Your thoughts? (While we still have words to express them.)


http://promotionholdings.com/corporate-communications/fluent-emoji/


http://bizshifts-trends.com/2014/09/14/emoji-gone-wild-fad-digital-language-future-telling-stories-small-string-symbols-21th-century-hieroglyphs/

Calidore
09-04-2015, 08:35 PM
Sorry, Aunty, but I think extrapolating from a comedy routine and a couple of website articles that people en masse are going to start using icons as a primary form of writtem communication is quite a leap.

EvoWarrior5
09-05-2015, 03:19 AM
I sure hope not. If people start communicating with me through mainly emoji's I will ask them to use normal language...

Might have more thoughts on this later. For now, gotta go!

YesNo
09-05-2015, 04:25 AM
Some people think that poetry is supposed to have images in it. Emoticons would be one way for people to put those images in it.

stlukesguild
09-05-2015, 09:59 AM
Well... I have come across more than a few people online who struggle with "complex" written concepts such as irony and sarcasm without the aid of emoticons.

JCamilo
09-05-2015, 12:07 PM
Well, mostly, western society is already more visual than verbal. Movies, mangas, comics, propaganda, videogames are already a more usual medium than books. But then, the predominance of verbal communication was just short lived, a few decades between XIX and XX century.

HCabret
09-05-2015, 04:17 PM
I sure hope not. If people start communicating with me through mainly emoji's I will ask them to use normal language...

Might have more thoughts on this later. For now, gotta go!what is "normal language"?

AuntShecky
09-10-2015, 05:57 PM
Well... I have come across more than a few people online who struggle with "complex" written concepts such as irony and sarcasm without the aid of emoticons.

If it's difficult to put across the concepts of irony and sarcasm WITH words, imagine how much tougher it would be without them. That's just moot, though, since I have been convinced that Americans are so literal that most irony and sarcasm sails over their heads.

AuntShecky
09-10-2015, 06:04 PM
Sorry, Aunty, but I think extrapolating from a comedy routine and a couple of website articles that people en masse are going to start using icons as a primary form of writtem communication is quite a leap.

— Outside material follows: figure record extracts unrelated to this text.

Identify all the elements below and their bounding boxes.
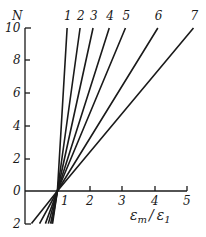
x-tick-label-2: 2 <box>85 194 94 208</box>
series-label-2: 2 <box>76 9 85 23</box>
y-tick-label-4: 4 <box>12 119 21 133</box>
series-label-4: 4 <box>105 9 114 23</box>
x-tick-label-5: 5 <box>183 194 191 208</box>
series-label-3: 3 <box>90 9 98 23</box>
series-labels: 1234567 <box>64 9 198 23</box>
y-tick-label-2: 2 <box>12 152 21 166</box>
series-label-5: 5 <box>122 9 130 23</box>
y-tick-label-8: 8 <box>13 53 21 67</box>
y-tick-label-10: 10 <box>5 21 21 35</box>
x-axis-label: εm/ε1 <box>130 207 171 225</box>
y-tick-label-minus-2: 2 <box>12 217 21 231</box>
x-tick-label-3: 3 <box>118 194 126 208</box>
series-label-1: 1 <box>64 9 72 23</box>
series-label-7: 7 <box>190 9 198 23</box>
chart-canvas: N 10 8 6 4 2 0 2 1 2 3 4 5 εm/ε1 1234567 <box>0 0 206 237</box>
x-tick-label-1: 1 <box>61 194 69 208</box>
series-label-6: 6 <box>155 9 163 23</box>
series-lines <box>31 28 193 224</box>
y-tick-label-6: 6 <box>13 86 21 100</box>
x-tick-label-4: 4 <box>150 194 159 208</box>
y-tick-label-0: 0 <box>13 184 21 198</box>
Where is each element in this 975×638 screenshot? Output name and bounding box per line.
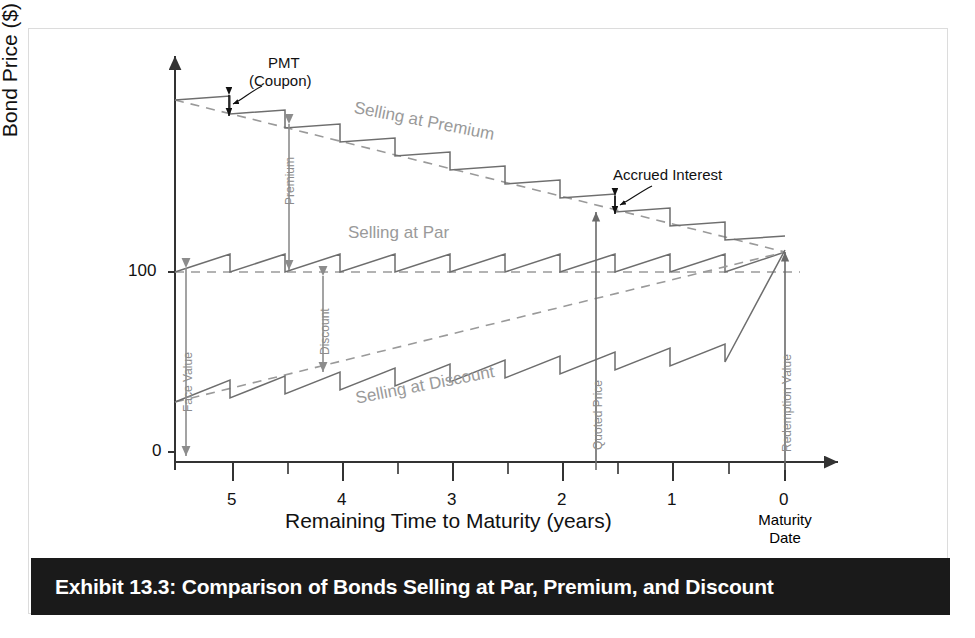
x-axis-title: Remaining Time to Maturity (years)	[285, 509, 612, 533]
pmt-coupon-label-line1: PMT	[268, 54, 300, 71]
accrued-interest-label: Accrued Interest	[613, 166, 722, 183]
y-tick-100: 100	[128, 261, 156, 281]
quoted-price-label: Quoted Price	[591, 380, 605, 450]
exhibit-caption-bar: Exhibit 13.3: Comparison of Bonds Sellin…	[31, 558, 950, 615]
figure-root: Bond Price ($) 100 0 5 4 3 2 1 0 Maturit…	[0, 0, 975, 638]
face-value-label: Face Value	[181, 352, 195, 412]
x-tick-0: 0	[779, 490, 788, 510]
x-tick-1: 1	[667, 490, 676, 510]
y-axis-title: Bond Price ($)	[0, 0, 22, 180]
pmt-coupon-label-line2: (Coupon)	[249, 72, 312, 89]
premium-label: Premium	[283, 157, 297, 205]
series-label-selling-at-par: Selling at Par	[348, 223, 449, 243]
exhibit-caption-text: Exhibit 13.3: Comparison of Bonds Sellin…	[55, 575, 774, 599]
discount-label: Discount	[318, 308, 332, 355]
y-tick-0: 0	[152, 441, 161, 461]
x-tick-3: 3	[447, 490, 456, 510]
x-tick-5: 5	[227, 490, 236, 510]
x-tick-4: 4	[337, 490, 346, 510]
maturity-date-label-line2: Date	[745, 529, 825, 546]
x-tick-2: 2	[557, 490, 566, 510]
maturity-date-label-line1: Maturity	[745, 511, 825, 528]
redemption-value-label: Redemption Value	[780, 354, 794, 452]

Articles about emojis have appeared in print, such as New York magazine (not the New Yorker.) Ironically I got a "404" notice when I tried to access the article online.

Sometimes comedians and satirists on the so-called leading edge can spot rends coming before they take hold. As an example, Twitter and texting have already changed our communication habits and in doing so have diminished the elegance of our language.

Jack of Hearts
10-26-2015, 02:03 AM
Words were always obsolete. They're the cruddy things we use to point at what seems to evade analysis but lurks in the depth of the intuitive.






J

Dreamwoven
12-28-2015, 02:04 AM
Nicely put, Jack o Hearts...

Paulclem
03-31-2016, 10:37 AM
I remember a similar concern with texting that hasn't quite come to pass. You'd get the usual apocalyptic headlines from the right wing press predicting the fall of modern civilisation when some daft kid submitted an essay written in text speak ( not that I'm suggesting you are doing the same Aunty).
What they found with texting is that it helped kids with spelling rather than diminishing it.
I think the key thing is appropriate audience. What could be more succinctly put than a smiley face to a friend? Lol does the same job, though I prefer haha. In my opinion it will merely add to our options for expression rather than replacing what we have already.